William Carlos Williams. Paterson, Book I–V.
Norfolk, CT: New Directions, 1946–58.
5 vols., 8vo.; slightest age-toning; uniformly bound in grayish-cream-yellow cloth. Each volume in original printed dust jacket.
First editions, volume 1 comprised 1063 copies (952 bound at publication date and 111 bound in April, 1948); volume 2 of 1009 copies (similarly handled); volume 3 of 999 copies; volume 4 of 995 copies; and volume 5 ambitiously appeared in 3,000 copies (1,500 on its 17 September 1958 publication date and 1,480 bound that December). Volume 1 signed by Williams’s editor James Laughlin on front free endpaper. Volume 5 signed by William Carlos Williams in a post-stroke hand on the front free endpaper.
“I started to make trips to the area. I walked around the streets; I went on Sundays in summer when the people were using the park, and I listened to their conversation as much as I could. I saw whatever they did, and made it part of the poem.”
In 1926, influenced by his reading of Ulysses, William Carlos Williams wrote an 85-line poem titled “Paterson”; it subsequently won the Dial Award. His intent was to do for Paterson, New Jersey, what Joyce had done for Dublin in Ulysses. Williams wrote, “All that I am doing (dated) will go into it.” In July 1933, he reattempted the theme in an 11-page prose poem, “Life Along the Passaic River.” By 1937, Williams felt he had enough material to start a large-scale poem on Paterson but realized that the project would take considerable time to complete. Moreover, his then-busy medical practice precluded his attempting such a project at that time. This did not stop Williams from taking some preliminary steps in the meantime. He wrote the poem “Paterson, Episode 17” in 1937 and would recycle it into the major work 10 years later. “Morning,” written in 1938, was another poem intended for Paterson. In 1939, Williams sent James Laughlin at New Directions an 87-page sheaf of poems labeled “Detail and Parody for the Poem Paterson.” This collection as such was not published. However, 15 of its “details,” titled “For the Poem Patterson” [sic], appeared in the collection The Broken Span, which New Directions released in 1941.
One reason Williams deliberated on Paterson was his longstanding concern about The Waste Land by T. S. Eliot, which with its overall tone of disillusionment had tapped into a much larger sense of cultural ennui that had arisen in the aftermath of World War I and become a touchstone for the Lost Generation. As Margaret Lloyd states in her critical reappraisal of Paterson, “many critics and poets indicate their poetical inclinations by aligning themselves specifically with T. S. Eliot or William Carlos Williams, and . . . Paterson was, from its very conception, intended to be a ‘detailed reply’ to the Eliot bias of modern poetry.” Williams also studied Pound’s Cantos [Paris: Three Mountains Press, 1925; London: John Rodker, 1928; New York: Farrar & Rinehart Inc., 1934; London: Faber & Faber, 1937; Norfolk CT.: New Directions, 1940] for clues on how to structure the large work he had in mind. Muriel Rukeyser's US1 [New York: Covici Friede, 1938] caught Williams’s attention as well. He wrote to fellow poet Louis Zukofsky, “I've begun to think about poetic form again. So much has to be thought out and written out there before we can have any solid criticism and consequently well-grounded work here.”
In his preface to the revised edition of Paterson [Norfolk, CT: New Directions, 1995], the editor Christopher MacGowan points out that, even with Williams’s protracted challenges in finalizing the poem’s form, he “seems to have always felt close to the point of solving his formal problems.” He promised it to Laughlin for the Spring 1943 book list of New Directions. He told Laughlin in April 1944 that Paterson was “near finished” and nine months later that it was “nearing completion.” Even after he had received the galley proofs of Book I in September 1945, Williams was dissatisfied and revised the work extensively. This delayed its appearance in print to June 1946. Subsequent volumes appeared in 1948, 1949, 1951, and 1958.
Paterson is Williams’s great long-form documentary work. It not only redefined subject matter, but prosody – Williams worked on it for years before finalizing the first volume, continually refining his use of the line outside of conventional meter. Its scale and its scope, and the fact that it was published in individual volumes over a long period of time (and not collected until 1963) complicated its reception, and its mosaic structure challenged readers perhaps more than Williams expected. Paterson was Cyril Connolly’s final selection in his choice of the 100 key books of The Modern Movement [London: Andre Deutsch/Hamish Hamilton, 1965]: “The long poem has many moods and includes quotations from letters by Pound and Ginsberg, large Seurat-like canvases of the Park on Sunday, intimate Bonnard-like interiors, uproarious comedy . . . his poem is written with a deep aversion to all forms of pretentiousness, rhetoric or prepared effects; it runs eddying along, broken by old letters, bits of local history and limpid love lyrics.”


Scan the lines below for "analogy" and copy the matches.

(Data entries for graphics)
──────

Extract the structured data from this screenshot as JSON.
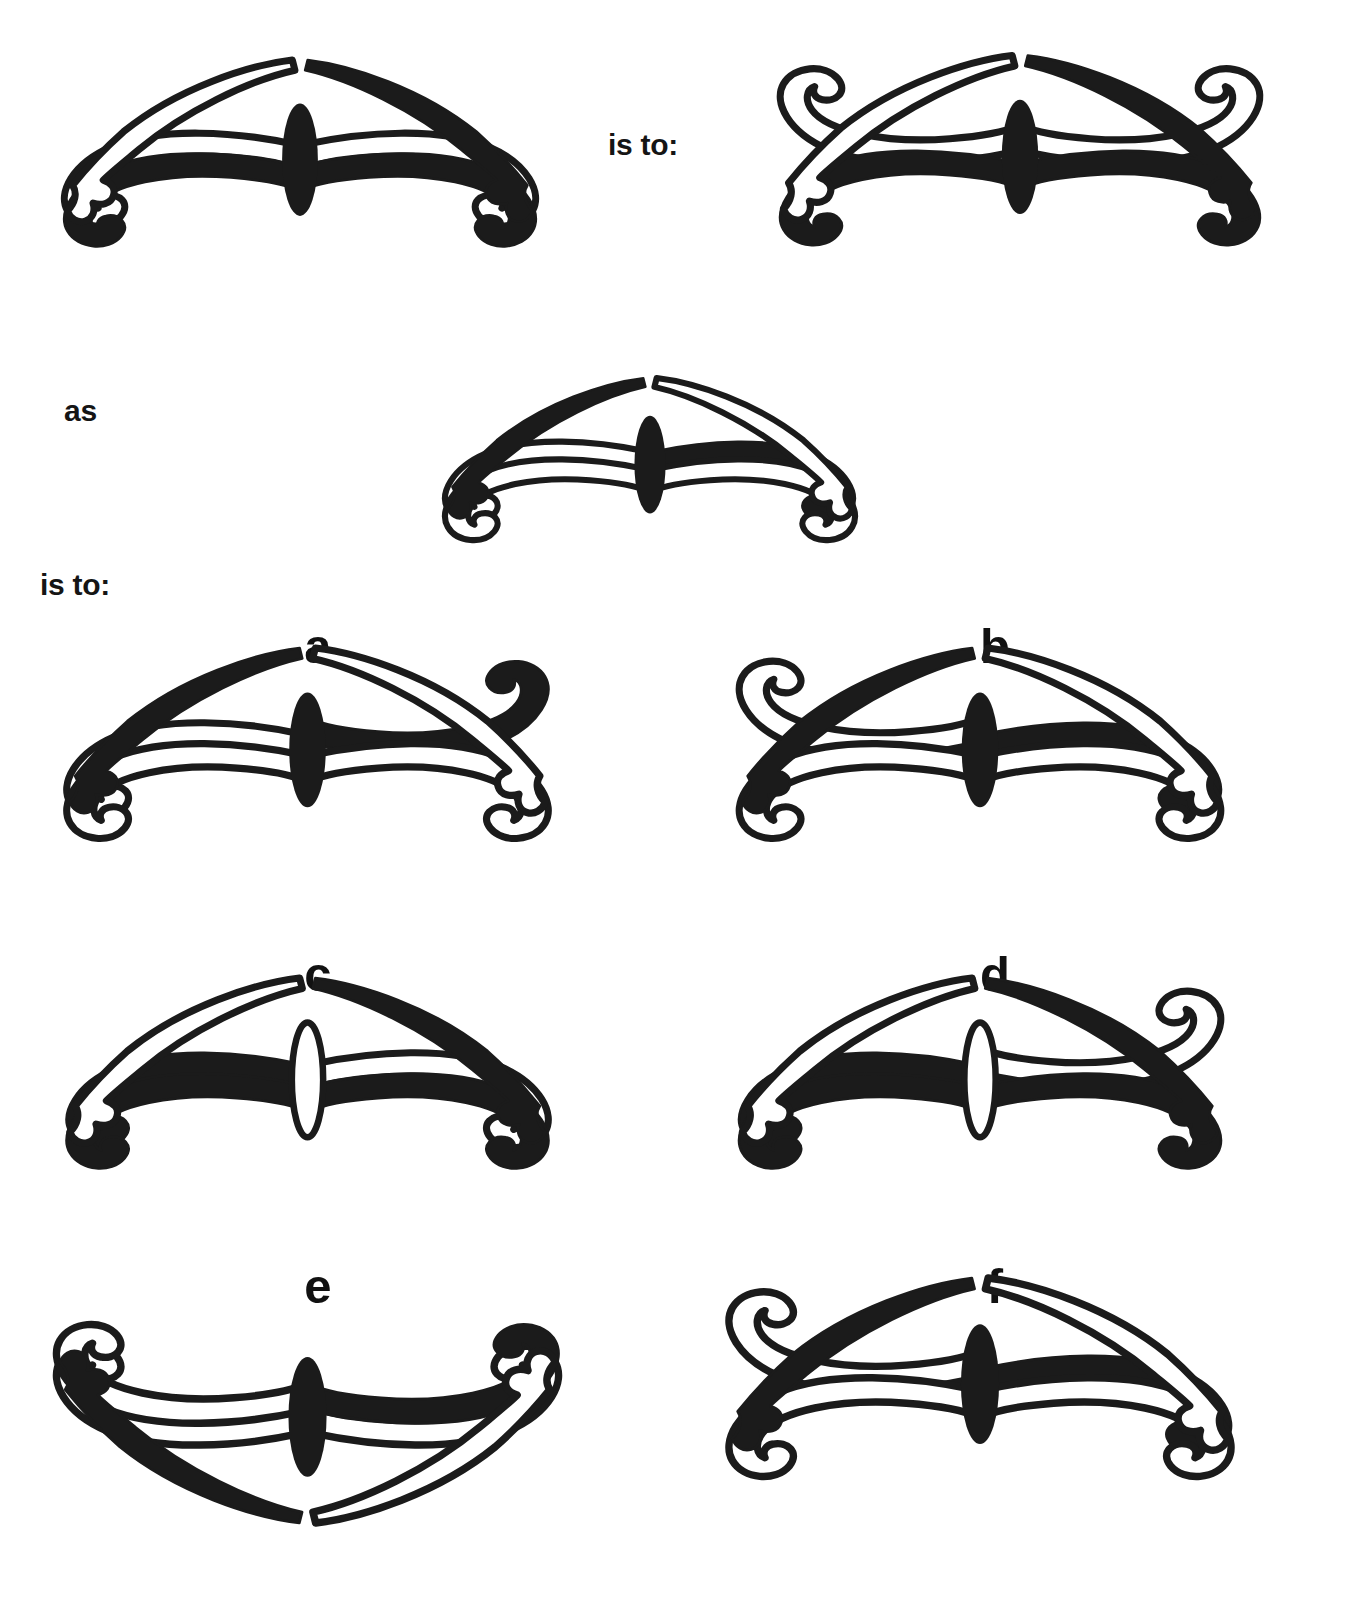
{
  "puzzle": {
    "type": "visual-analogy",
    "kind": "butterfly-ornament",
    "connectors": [
      {
        "id": "is-to-1",
        "text": "is to:",
        "x": 608,
        "y": 128
      },
      {
        "id": "as",
        "text": "as",
        "x": 64,
        "y": 394
      },
      {
        "id": "is-to-2",
        "text": "is to:",
        "x": 40,
        "y": 568
      }
    ],
    "stem": {
      "figures": [
        {
          "id": "stem-a",
          "role": "analogy-term-1",
          "x": 40,
          "y": 60,
          "w": 520,
          "h": 230,
          "body": "filled",
          "body_note": "solid dark vertical ellipse at center",
          "wings": {
            "upper_left": {
              "fill": "hollow",
              "hook": "down-inner"
            },
            "upper_right": {
              "fill": "hollow",
              "hook": "down-inner"
            },
            "lower_left": {
              "fill": "filled",
              "hook": "up-outer"
            },
            "lower_right": {
              "fill": "filled",
              "hook": "up-outer"
            }
          },
          "tails": {
            "left": {
              "fill": "filled"
            },
            "right": {
              "fill": "hollow"
            }
          }
        },
        {
          "id": "stem-b",
          "role": "analogy-term-2",
          "x": 760,
          "y": 55,
          "w": 520,
          "h": 235,
          "body": "filled",
          "body_note": "solid dark vertical ellipse at center",
          "wings": {
            "upper_left": {
              "fill": "hollow",
              "hook": "up-outer"
            },
            "upper_right": {
              "fill": "hollow",
              "hook": "up-outer"
            },
            "lower_left": {
              "fill": "filled",
              "hook": "up-outer"
            },
            "lower_right": {
              "fill": "filled",
              "hook": "up-outer"
            }
          },
          "tails": {
            "left": {
              "fill": "filled"
            },
            "right": {
              "fill": "hollow"
            }
          }
        },
        {
          "id": "stem-c",
          "role": "analogy-term-3",
          "x": 390,
          "y": 378,
          "w": 520,
          "h": 200,
          "body": "filled",
          "body_note": "solid dark vertical ellipse at center",
          "wings": {
            "upper_left": {
              "fill": "filled",
              "hook": "down-inner"
            },
            "upper_right": {
              "fill": "hollow",
              "hook": "down-inner"
            },
            "lower_left": {
              "fill": "hollow",
              "hook": "up-outer"
            },
            "lower_right": {
              "fill": "hollow",
              "hook": "up-outer"
            }
          },
          "tails": {
            "left": {
              "fill": "hollow"
            },
            "right": {
              "fill": "filled"
            }
          }
        }
      ]
    },
    "options": [
      {
        "id": "option-a",
        "letter": "a",
        "letter_x": 318,
        "letter_y": 622,
        "x": 35,
        "y": 648,
        "w": 545,
        "h": 235,
        "body": "filled",
        "wings": {
          "upper_left": {
            "fill": "filled",
            "hook": "up-outer"
          },
          "upper_right": {
            "fill": "hollow",
            "hook": "down-inner"
          },
          "lower_left": {
            "fill": "hollow",
            "hook": "up-outer"
          },
          "lower_right": {
            "fill": "hollow",
            "hook": "up-outer"
          }
        },
        "tails": {
          "left": {
            "fill": "hollow"
          },
          "right": {
            "fill": "filled"
          }
        }
      },
      {
        "id": "option-b",
        "letter": "b",
        "letter_x": 995,
        "letter_y": 622,
        "x": 700,
        "y": 648,
        "w": 560,
        "h": 235,
        "body": "filled",
        "wings": {
          "upper_left": {
            "fill": "filled",
            "hook": "down-inner"
          },
          "upper_right": {
            "fill": "hollow",
            "hook": "up-outer"
          },
          "lower_left": {
            "fill": "hollow",
            "hook": "up-outer"
          },
          "lower_right": {
            "fill": "hollow",
            "hook": "up-outer"
          }
        },
        "tails": {
          "left": {
            "fill": "hollow"
          },
          "right": {
            "fill": "filled"
          }
        }
      },
      {
        "id": "option-c",
        "letter": "c",
        "letter_x": 318,
        "letter_y": 950,
        "x": 35,
        "y": 978,
        "w": 545,
        "h": 235,
        "body": "hollow",
        "body_note": "outlined white vertical ellipse at center",
        "wings": {
          "upper_left": {
            "fill": "hollow",
            "hook": "down-inner"
          },
          "upper_right": {
            "fill": "filled",
            "hook": "down-inner"
          },
          "lower_left": {
            "fill": "filled",
            "hook": "up-outer"
          },
          "lower_right": {
            "fill": "filled",
            "hook": "up-outer"
          }
        },
        "tails": {
          "left": {
            "fill": "filled"
          },
          "right": {
            "fill": "hollow"
          }
        }
      },
      {
        "id": "option-d",
        "letter": "d",
        "letter_x": 995,
        "letter_y": 950,
        "x": 700,
        "y": 978,
        "w": 560,
        "h": 235,
        "body": "hollow",
        "body_note": "outlined white vertical ellipse at center",
        "wings": {
          "upper_left": {
            "fill": "hollow",
            "hook": "up-outer"
          },
          "upper_right": {
            "fill": "filled",
            "hook": "down-inner"
          },
          "lower_left": {
            "fill": "filled",
            "hook": "up-outer"
          },
          "lower_right": {
            "fill": "filled",
            "hook": "up-outer"
          }
        },
        "tails": {
          "left": {
            "fill": "filled"
          },
          "right": {
            "fill": "hollow"
          }
        }
      },
      {
        "id": "option-e",
        "letter": "e",
        "letter_x": 318,
        "letter_y": 1262,
        "x": 35,
        "y": 1278,
        "w": 545,
        "h": 245,
        "body": "filled",
        "flip": "vertical",
        "wings": {
          "upper_left": {
            "fill": "hollow",
            "hook": "down-inner"
          },
          "upper_right": {
            "fill": "hollow",
            "hook": "down-inner"
          },
          "lower_left": {
            "fill": "filled",
            "hook": "up-outer"
          },
          "lower_right": {
            "fill": "hollow",
            "hook": "up-outer"
          }
        },
        "tails": {
          "left": {
            "fill": "hollow"
          },
          "right": {
            "fill": "filled"
          }
        }
      },
      {
        "id": "option-f",
        "letter": "f",
        "letter_x": 995,
        "letter_y": 1262,
        "x": 700,
        "y": 1278,
        "w": 560,
        "h": 245,
        "body": "filled",
        "wings": {
          "upper_left": {
            "fill": "filled",
            "hook": "down-inner"
          },
          "upper_right": {
            "fill": "hollow",
            "hook": "up-outer"
          },
          "lower_left": {
            "fill": "hollow",
            "hook": "up-outer"
          },
          "lower_right": {
            "fill": "hollow",
            "hook": "up-outer"
          }
        },
        "tails": {
          "left": {
            "fill": "hollow"
          },
          "right": {
            "fill": "filled"
          }
        }
      }
    ],
    "colors": {
      "ink": "#1b1b1b",
      "paper": "#ffffff"
    }
  }
}
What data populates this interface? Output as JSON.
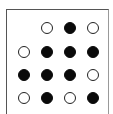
{
  "grid": {
    "rows": 4,
    "cols": 4,
    "cells": [
      [
        "empty",
        "hollow",
        "filled",
        "hollow"
      ],
      [
        "hollow",
        "filled",
        "filled",
        "filled"
      ],
      [
        "filled",
        "filled",
        "filled",
        "hollow"
      ],
      [
        "hollow",
        "filled",
        "hollow",
        "filled"
      ]
    ],
    "colors": {
      "filled": "#0a0a0a",
      "hollow_fill": "#ffffff",
      "stroke": "#222222"
    }
  }
}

──────

**EXERCISE OUTPUT**
    "type": "visual-analogy",
          "role": "analogy-term-1",
          "role": "analogy-term-2",
          "role": "analogy-term-3",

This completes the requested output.